Parent Post
Making the first few
Making the first few hires is almost like recruiting for a moon mission, except that there’s no spaceship or any guarantee that you will actually land on the moon.
The only thing common between a space mission and a startup journey is the number of micro-events and innumerable tiny things that determine the fate of a startup. And early hires are just one of those many pieces of the grand jigsaw.
As we have seen in many startup journeys, the pivots are unpredictable, and the destinations keep moving as founders keep discovering new market realities and navigating unforeseen crises.
Culturally, I would still
Culturally, I would still go to friends, being an Indian, and I will tell you why—I have seen some of my best friends give me the strongest negative feedback.
Culturally as Indians we are not tuned to giving negative feedback to someone; even if it is a colleague of yours.
Rarely do you give negative feedback, you rarely find people who do that, and if you are good friends, then that barrier is a little lower to give feedback. It is a very Indian thing
In the first few
In the first few years, you are always hiring in your network. You are just comfortable with that core, and as a founder, you want people you have worked with before, or you know about, or somebody has recommended very strongly, and so on. A lot of your initial hiring is cherry-picking.
Once you start hiring people you don’t know personally, your values become critical. We have always had this values conversation upfront and center. Saying that these are our values, what do you think about them?
First of all, does it make sense, and if it makes sense, can you give me examples of how you would react in tough situations? These conversations have allowed us to actually get people who think like us.
You could argue that
You could argue that it’s not necessarily a good thing and makes diversity in thinking difficult. But thinking the same way when it matters is so important for growth! So, we would fight and become friends immediately since we were already aligned on what was important.
How do I keep politics in a growing organization to a minimum? How do I make it more efficient and more open? You know, some companies have done it really well, but it’s an incredibly hard thing to do.
While hiring, when you are establishing this values baseline, that makes a big difference.
The first team we
The first team we started hiring was engineering because we got so much feedback from the customers that we needed to improve a lot upon the features that we had already built.
We went for engineers first. We hired a designer; the early hirings were very flexible people. So, our first hire was an engineer, but he was a full-stack engineer, you could ask him to solve any problem across the engineering stack, and he would do it.
The second guy was a designer-cum- web-developer and a content writer. He was very good at English. He used to write the content, he used to design, and also implement it on the front end.
What makes these missions
What makes these missions even more complex is that at different life stages of a startup, you need different exit velocities to shift the orbits, meaning a different talent mix for achieving goals across 0 to $1 million, $10 million, $100 million, $1 billion and beyond.
So who will you hire first—an engineer, a sales executive, a designer, or a product manager?
We bring in conversations with the founders and ask them about their first hires and whether they would follow the same playbook if they were to build the startups again.
The first four/ five
The first four/ five hires should be generalists as much as possible. Then, when the workload increases, you transition their roles and start specializing.
The next batch of specializations for us were back-end engineers and front-end engineers. Then we wanted to do dedicated design work. That’s how we scaled.
We didn’t have support in the beginning, so Nakul and I used to take turns doing support till three or four in the morning every day, since most of our users were in the US, North America.
Then we hired the first support guy, the second support guy, the third support guy, and so on.
When I look at
When I look at all the startups I have invested in—there are about 45 now—I have seen a very strong correlation between the founders knowing each other earlier and being more successful.
Whereas two new people coming together, I have generally not seen those firms do well. It is a very Indian thing I guess.
Although you form an old boys’ school in the company, as Indians, we are not good at giving feedback to someone we don’t know.
One of the learnings
One of the learnings we took from our personal and our entrepreneurial experience is building a team from top-down instead of bottom-up.
Bottom-up is also good at some point, but you think about building a team top-down, especially at the beginning. That actually makes it very interesting because you end up hiring the right leaders.
Then you can scale much faster because you are delegating a lot of that stuff that you need to focus on when you are smaller and create more bandwidth.
Of course, you have
Of course, you have to have the revenue to back it up because leaders are expensive and senior people are expensive, but that separates good founders and great leaders.
Finding the right people at the right cost and making sure options are exciting!
If you have such a thought process from the beginning, the right kind of network combined with the right option pool and value proposition, it is possible. That’s what we did. I think in the early stages, we did it very well.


### Exercise brief
Within the data below, how many lines contain "能源消费量"? Reply with the number only.

### Stored data
*** Begin section ***

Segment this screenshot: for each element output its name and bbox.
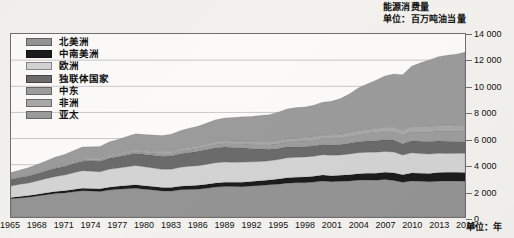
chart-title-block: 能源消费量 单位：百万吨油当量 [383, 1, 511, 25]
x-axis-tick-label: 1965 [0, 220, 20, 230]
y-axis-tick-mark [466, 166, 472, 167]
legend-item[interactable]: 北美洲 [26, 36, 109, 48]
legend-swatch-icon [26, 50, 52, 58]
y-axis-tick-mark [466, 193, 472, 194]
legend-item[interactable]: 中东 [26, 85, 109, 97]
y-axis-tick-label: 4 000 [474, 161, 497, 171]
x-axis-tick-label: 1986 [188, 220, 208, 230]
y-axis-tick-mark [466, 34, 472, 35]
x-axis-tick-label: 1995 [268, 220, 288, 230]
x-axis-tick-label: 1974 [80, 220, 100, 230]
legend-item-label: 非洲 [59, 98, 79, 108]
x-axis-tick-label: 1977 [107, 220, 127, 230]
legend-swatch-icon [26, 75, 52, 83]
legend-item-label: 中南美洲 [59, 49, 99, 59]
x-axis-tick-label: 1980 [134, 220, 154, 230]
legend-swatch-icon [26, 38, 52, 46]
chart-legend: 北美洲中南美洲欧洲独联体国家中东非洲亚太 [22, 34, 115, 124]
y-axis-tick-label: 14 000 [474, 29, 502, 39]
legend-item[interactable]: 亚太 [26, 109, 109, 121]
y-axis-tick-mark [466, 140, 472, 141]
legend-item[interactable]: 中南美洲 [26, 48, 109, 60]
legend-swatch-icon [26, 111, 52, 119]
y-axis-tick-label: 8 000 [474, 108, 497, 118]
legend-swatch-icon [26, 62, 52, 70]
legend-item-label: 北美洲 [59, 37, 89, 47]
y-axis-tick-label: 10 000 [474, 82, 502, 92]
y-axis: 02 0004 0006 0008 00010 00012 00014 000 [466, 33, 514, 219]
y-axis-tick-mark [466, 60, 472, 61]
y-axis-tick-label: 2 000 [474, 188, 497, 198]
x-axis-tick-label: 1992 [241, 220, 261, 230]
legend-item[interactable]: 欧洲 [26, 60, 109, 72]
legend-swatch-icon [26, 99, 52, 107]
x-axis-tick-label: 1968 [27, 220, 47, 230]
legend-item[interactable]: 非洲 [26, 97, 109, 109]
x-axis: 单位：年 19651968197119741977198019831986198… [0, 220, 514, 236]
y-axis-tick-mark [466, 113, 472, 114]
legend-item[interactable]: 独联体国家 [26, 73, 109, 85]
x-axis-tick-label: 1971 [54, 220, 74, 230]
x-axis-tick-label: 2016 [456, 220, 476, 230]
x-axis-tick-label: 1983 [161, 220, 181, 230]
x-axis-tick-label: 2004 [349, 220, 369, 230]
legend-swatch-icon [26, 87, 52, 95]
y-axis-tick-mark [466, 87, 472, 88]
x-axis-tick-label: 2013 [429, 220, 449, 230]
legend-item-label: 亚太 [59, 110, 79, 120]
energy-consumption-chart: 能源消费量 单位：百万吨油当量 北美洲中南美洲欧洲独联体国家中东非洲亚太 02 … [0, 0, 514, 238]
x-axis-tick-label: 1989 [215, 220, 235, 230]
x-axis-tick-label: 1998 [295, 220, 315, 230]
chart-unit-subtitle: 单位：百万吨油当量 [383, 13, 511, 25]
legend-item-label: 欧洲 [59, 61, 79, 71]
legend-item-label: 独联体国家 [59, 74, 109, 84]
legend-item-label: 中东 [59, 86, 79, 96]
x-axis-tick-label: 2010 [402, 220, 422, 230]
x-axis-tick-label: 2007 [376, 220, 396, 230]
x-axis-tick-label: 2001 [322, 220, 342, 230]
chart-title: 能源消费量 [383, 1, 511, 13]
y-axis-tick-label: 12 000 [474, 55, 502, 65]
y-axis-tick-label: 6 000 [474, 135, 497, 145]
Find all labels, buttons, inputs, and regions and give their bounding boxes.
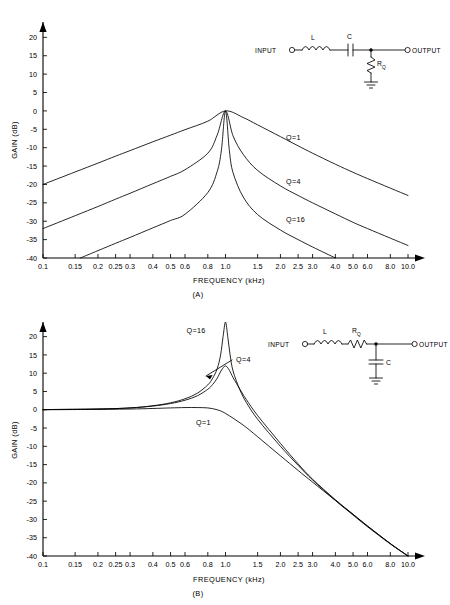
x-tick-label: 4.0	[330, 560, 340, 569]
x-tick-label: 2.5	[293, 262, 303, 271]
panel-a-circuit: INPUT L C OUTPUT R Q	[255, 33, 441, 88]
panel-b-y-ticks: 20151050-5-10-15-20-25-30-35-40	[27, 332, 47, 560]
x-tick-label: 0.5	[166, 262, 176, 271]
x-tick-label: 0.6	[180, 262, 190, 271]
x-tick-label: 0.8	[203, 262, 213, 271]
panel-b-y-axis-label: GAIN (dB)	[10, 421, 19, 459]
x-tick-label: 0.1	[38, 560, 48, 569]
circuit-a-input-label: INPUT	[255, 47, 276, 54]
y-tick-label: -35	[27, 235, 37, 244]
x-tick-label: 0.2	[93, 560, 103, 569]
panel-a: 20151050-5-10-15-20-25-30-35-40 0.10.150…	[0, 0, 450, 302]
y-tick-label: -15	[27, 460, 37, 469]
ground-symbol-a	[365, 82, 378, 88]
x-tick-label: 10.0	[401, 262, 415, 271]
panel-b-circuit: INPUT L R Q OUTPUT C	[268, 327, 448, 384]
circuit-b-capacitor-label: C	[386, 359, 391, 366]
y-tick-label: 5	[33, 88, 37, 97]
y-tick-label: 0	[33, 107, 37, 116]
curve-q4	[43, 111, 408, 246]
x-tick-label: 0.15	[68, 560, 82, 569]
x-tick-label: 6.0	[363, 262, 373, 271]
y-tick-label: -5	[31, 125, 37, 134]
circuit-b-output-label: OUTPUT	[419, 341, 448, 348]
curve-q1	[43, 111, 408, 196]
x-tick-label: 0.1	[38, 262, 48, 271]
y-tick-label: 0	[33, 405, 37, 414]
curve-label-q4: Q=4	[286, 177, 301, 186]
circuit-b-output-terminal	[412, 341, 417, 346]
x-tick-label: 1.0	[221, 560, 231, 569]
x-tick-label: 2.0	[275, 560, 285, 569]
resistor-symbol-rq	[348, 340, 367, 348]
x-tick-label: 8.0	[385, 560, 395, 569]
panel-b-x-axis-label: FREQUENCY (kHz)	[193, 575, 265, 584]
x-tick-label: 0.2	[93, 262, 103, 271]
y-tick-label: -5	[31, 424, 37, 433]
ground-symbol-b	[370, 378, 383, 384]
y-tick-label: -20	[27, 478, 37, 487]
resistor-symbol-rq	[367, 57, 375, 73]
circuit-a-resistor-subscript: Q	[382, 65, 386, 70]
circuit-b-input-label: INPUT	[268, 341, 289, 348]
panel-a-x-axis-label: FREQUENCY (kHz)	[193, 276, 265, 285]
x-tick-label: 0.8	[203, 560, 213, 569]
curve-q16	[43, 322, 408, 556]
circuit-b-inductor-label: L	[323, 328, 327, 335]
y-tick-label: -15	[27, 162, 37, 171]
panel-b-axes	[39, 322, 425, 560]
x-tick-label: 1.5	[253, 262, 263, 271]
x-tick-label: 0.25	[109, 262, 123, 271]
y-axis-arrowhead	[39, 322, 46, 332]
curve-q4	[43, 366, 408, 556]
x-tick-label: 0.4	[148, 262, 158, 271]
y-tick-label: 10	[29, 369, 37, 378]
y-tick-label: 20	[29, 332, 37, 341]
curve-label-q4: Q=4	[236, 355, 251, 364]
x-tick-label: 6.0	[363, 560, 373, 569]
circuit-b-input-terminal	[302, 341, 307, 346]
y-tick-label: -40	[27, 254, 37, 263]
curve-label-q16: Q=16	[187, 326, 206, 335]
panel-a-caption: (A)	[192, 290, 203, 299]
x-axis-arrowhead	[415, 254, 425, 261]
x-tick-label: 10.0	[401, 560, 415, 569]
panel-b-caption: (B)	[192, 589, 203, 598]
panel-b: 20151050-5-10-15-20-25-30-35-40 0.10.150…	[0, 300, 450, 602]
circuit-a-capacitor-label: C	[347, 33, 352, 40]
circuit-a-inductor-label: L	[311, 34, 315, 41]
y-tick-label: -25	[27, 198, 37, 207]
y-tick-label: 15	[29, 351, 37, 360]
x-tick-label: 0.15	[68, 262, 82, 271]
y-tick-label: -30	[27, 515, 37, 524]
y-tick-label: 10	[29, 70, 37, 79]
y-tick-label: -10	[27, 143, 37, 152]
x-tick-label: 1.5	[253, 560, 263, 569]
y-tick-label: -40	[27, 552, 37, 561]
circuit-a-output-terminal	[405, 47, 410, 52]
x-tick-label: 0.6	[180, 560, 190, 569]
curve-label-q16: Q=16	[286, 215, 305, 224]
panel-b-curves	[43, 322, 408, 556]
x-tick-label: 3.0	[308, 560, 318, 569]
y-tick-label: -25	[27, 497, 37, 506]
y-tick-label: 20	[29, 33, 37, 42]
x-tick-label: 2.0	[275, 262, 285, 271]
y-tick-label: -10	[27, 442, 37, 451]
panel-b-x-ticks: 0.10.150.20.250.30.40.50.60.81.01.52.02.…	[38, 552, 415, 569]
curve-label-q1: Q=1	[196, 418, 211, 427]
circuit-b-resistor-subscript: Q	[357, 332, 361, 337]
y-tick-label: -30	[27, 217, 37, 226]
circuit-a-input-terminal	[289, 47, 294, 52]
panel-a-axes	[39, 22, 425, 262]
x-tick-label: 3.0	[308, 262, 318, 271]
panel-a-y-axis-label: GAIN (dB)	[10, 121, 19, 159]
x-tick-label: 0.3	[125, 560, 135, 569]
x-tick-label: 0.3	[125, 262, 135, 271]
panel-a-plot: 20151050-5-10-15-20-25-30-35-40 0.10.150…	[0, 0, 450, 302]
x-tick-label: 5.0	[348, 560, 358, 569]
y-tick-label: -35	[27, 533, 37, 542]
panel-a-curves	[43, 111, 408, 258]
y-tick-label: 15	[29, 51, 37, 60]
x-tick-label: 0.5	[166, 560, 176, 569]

*** End section ***

### Exercise solution
3